White Collar Crime & Corporate Compliance

Brower_GregGarnettStanGregory A. Brower, a Shareholder with Brownstein Hyatt Farber Schreck, LLP in Las Vegas, NV and Washington, DC, with Stanley L. Garnett, a Shareholder in the firm’s Denver, CO office.

In an October 12 speech at the NYU School of Law last Friday, the head of the Department of Justice’s (DOJ) Criminal Division announced a policy memo that sets forth the department’s new process for the approval of corporate monitorship agreements and the selection of monitors. Assistant Attorney General for the Criminal Division Brian A. Benczkowski explained that the new policy follows a recent review of DOJ’s corporate enforcement policies led by Deputy Attorney General Rod Rosenstein.

In his speech, Benczkowski clarified that while this new memo supersedes the 2009 Breuer Memorandum regarding the selection of corporate monitors, it is intended to be a supplement to the Morford Memorandum, issued in 2008, which applied to deferred prosecution (DPA) and non-prosecution agreements (NPA) only. This new “Benczkowski Memo” clarifies that the Criminal Division will apply the same principles set forth in the Morford Memo to court-approved plea agreements that impose a monitor.

After affirming DOJ’s position that independent corporate monitors can be a “helpful resource and beneficial means of assessing a business organization’s compliance with the terms of a corporate criminal resolution, whether a DPA, NPA, or plea agreement,” the memo acknowledges that the imposition of a monitor “will not be necessary in many corporate criminal resolutions, and the scope of any monitorship should be appropriately tailored to address the specific issues and concerns that created the need for the monitor.”

The memo goes on to provide that, generally, “the Criminal Division should favor the imposition of a monitor only where there is a demonstrated need for, and clear benefit to be derived from, a monitorship relative to the projected costs and burdens.” The memo emphasizes that “where a corporation’s compliance program and controls are demonstrated to be effective and appropriately resourced at the time of resolution, a monitor will likely not be necessary.”

The use of monitors as part of settlements in corporate fraud cases has grown dramatically in recent years.
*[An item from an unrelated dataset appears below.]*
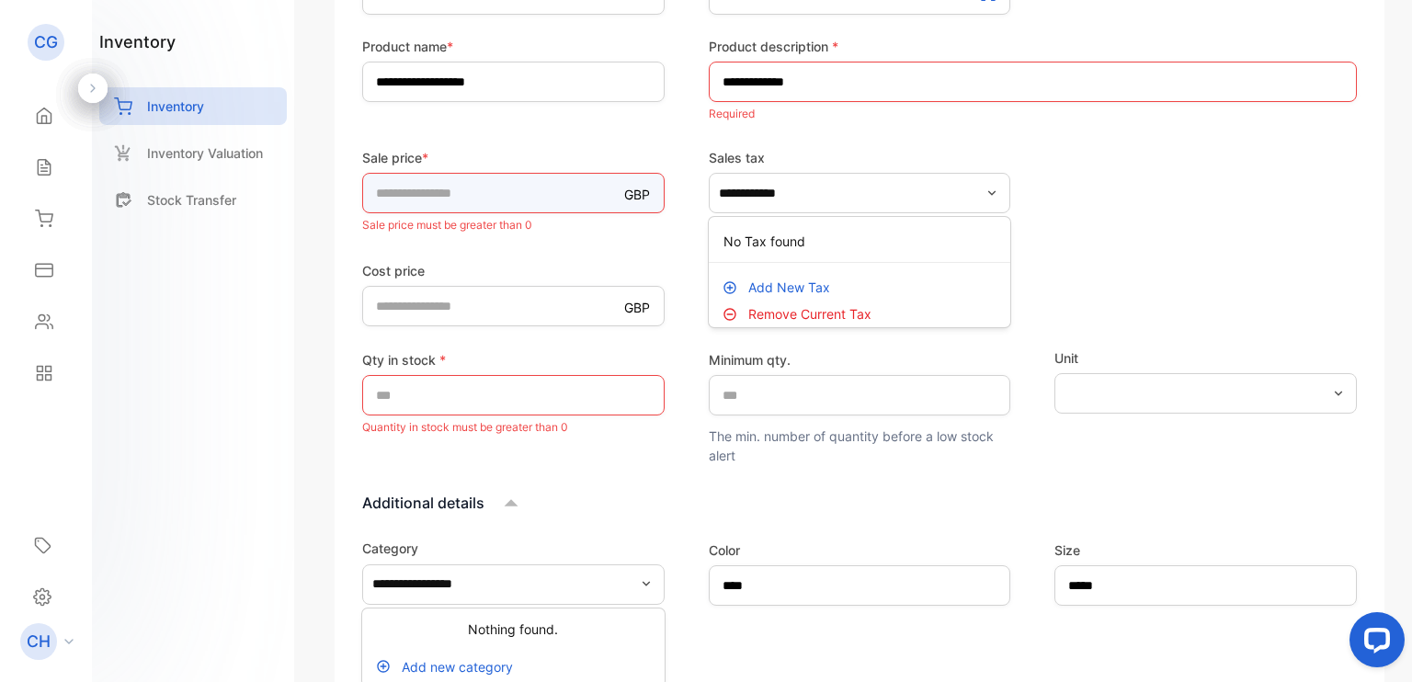 The width and height of the screenshot is (1412, 682). Describe the element at coordinates (789, 287) in the screenshot. I see `p: Add New Tax` at that location.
The new guidance seems aimed at reversing or, at least, slowing this trend by allowing companies that show a commitment to improved compliance a chance to do so on their own without the imposition of a monitor which can, of course, be a very costly, intrusive, and seemingly never-ending burden on a business.

This seems to reflect current DOJ leadership’s more pragmatic approach to fairly resolving corporate investigations, an approach first articulated by Attorney General Jeff Sessions back in April of 2017. In remarks at the Ethics and Compliance Initiative Annual Conference, General Sessions clarified that in making charging decisions, the department will “take into account whether companies have good compliance programs.” The new Benczkowski Memo seems to be the latest step toward putting this pragmatic approach into practice, at least when it comes to the imposition of monitors.